Your expected gains (or rather losses) are the same for both methods. However, if you get tickets for separate draws, there is an ever so tiny chance that you will win more than once, and correspondingly the chance that you will win (at least once) will be an ever so tiny bit smaller.
As an extreme example of this phenomenon, replace $10$ by the total number of tickets in one draw. Then taking them all in the same lottery ensures a win in that lottery, but taking them in all different lotteries does not ensure any win, but might lead to multiple wins.
This is a tricky problem. The lottery people would love for you to think of the problem simplistically so you arrive at the wrong answer. However, a careful analysis shows why the lottery people really know why they will make tons of money from even a huge payout.
Let $p$ be the probability of winning, $C$ be the cost of a ticket, and $V$ be the value of the winnings. Then the expected value $E$ of a ticket, assuming one winner, would be approximately
$$E = p V - (1-p) C$$
However, this is really not correct. In reality, there will be more than one winner. Or none. Who knows? But when there are more than one winner, the value of the the winnings to each person are reduced, as the winnings are split evenly among the winners.
It may be assumed that the number of winners follows a binomial distribution. Assume a population of $N$ possible tickets. The probability of $k$ tickets, including yours, being winners is
$$\binom{N-1}{k-1} p^k (1-p)^{N-k} $$
where $k =1$ corresponds to the ideal case in which you alone are the winner, and k may vary between $1$ and $N-1$. so that the actual expected value of your winning ticket is equal to
$$E = \sum_{k=1}^{N} \binom{N-1}{k-1} p^{k} (1-p)^{N-k} \frac{V}{k} - (1-p) C $$
which may be simplified to
$$E = \frac{1-(1-p)^N}{N} V - (1-p) C $$
Note this takes into account the number of tickets purchased and will reduce the expected value of the ticket from the simpler assumption.
Given the numbers: $p$ being $1$ in $282.2$ million, $V=\$700$ million, and $C=\$2$, this distinction is crucial. The expected value for the simple case $N=1$ is positive (about $ \$0.396 $); people who understand the expected value at this level may be induced to buy a ticket, thinking that each ticket has positive value. However, one may show that, when there are more than about $108.8$ million tickets sold, the expected value goes negative. My guess is that the number of tickets sold will certainly exceed this number and that the lottery people will make a profit.
Best Answer
This is conditional expected probability. Given that you scratched a bunch of tickets, you know that the probability of the last one being a winner is increased only because you know that the tickets are not independently random; there is a set $1000$ out of a million winners.
However, if each ticket was independently random (i.e each ticket had a $0.1\%$ win rate) then you'd still have the same chance.
Back to your other paradox: given that you didn't win, you now know that all remaining tickets have an increased chance of being a winner, including those at the store. But that's only knowing that you didn't win - a random stranger couldn't use this logic without knowing that you didn't already win.
One last note, in real life this doesn't actually matter much as the number of tickets produced is so huge that even buying a thousand tickets would barely make a dent in the 'odds' of each one, and besides I'm not sure if lottery companies ensure there are at least X winners although I could be wrong.
Edit: answering your title question, no, the tickets are all equally valuable before you scratch yours. After you scratch yours, the ones at the store are actually slightly more likely of being winners, but there was no way to work that out without buying your tickets first.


[WORK REQUEST]
Among the lines of the material, copy those that hold the string "connector".
⟨
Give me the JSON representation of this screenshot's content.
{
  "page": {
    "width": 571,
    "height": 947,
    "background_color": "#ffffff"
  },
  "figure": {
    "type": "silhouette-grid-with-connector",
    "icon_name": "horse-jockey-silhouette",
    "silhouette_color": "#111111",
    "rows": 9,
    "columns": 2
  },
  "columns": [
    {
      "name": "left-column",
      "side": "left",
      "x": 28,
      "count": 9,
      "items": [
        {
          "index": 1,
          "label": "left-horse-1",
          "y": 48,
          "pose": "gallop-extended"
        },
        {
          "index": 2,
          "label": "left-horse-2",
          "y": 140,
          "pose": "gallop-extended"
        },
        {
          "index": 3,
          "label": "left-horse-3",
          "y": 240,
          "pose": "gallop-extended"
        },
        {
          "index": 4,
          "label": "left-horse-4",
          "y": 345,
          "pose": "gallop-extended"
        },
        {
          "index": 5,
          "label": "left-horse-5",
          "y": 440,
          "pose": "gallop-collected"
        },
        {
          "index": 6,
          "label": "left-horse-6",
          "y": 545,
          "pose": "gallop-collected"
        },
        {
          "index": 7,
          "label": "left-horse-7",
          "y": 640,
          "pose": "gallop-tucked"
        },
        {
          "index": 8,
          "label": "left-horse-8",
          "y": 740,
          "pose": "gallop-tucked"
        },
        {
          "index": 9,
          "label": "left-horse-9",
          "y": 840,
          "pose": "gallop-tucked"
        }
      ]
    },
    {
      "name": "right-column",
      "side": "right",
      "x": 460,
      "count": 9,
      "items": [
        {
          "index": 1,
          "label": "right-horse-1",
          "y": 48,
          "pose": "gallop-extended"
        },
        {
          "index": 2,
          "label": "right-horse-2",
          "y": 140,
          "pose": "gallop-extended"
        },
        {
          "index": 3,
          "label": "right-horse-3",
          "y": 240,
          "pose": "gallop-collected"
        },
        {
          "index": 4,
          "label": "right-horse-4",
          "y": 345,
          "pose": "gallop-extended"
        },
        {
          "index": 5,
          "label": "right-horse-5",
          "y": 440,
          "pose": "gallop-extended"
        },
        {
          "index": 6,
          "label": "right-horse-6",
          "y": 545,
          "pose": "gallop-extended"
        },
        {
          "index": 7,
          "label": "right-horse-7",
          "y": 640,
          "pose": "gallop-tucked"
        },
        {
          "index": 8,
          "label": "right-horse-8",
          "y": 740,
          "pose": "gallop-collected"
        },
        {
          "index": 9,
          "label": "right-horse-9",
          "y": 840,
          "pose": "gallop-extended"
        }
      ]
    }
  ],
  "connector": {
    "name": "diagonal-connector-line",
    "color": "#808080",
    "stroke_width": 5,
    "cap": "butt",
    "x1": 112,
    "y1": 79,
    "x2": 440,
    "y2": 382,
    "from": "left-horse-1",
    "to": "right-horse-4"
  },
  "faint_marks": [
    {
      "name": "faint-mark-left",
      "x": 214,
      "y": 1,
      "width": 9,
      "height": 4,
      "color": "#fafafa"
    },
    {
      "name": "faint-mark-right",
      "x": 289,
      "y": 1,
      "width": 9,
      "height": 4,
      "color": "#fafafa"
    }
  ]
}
⟩
[RESULT FOR THIS TASK]
    "type": "silhouette-grid-with-connector",
  "connector": {
    "name": "diagonal-connector-line",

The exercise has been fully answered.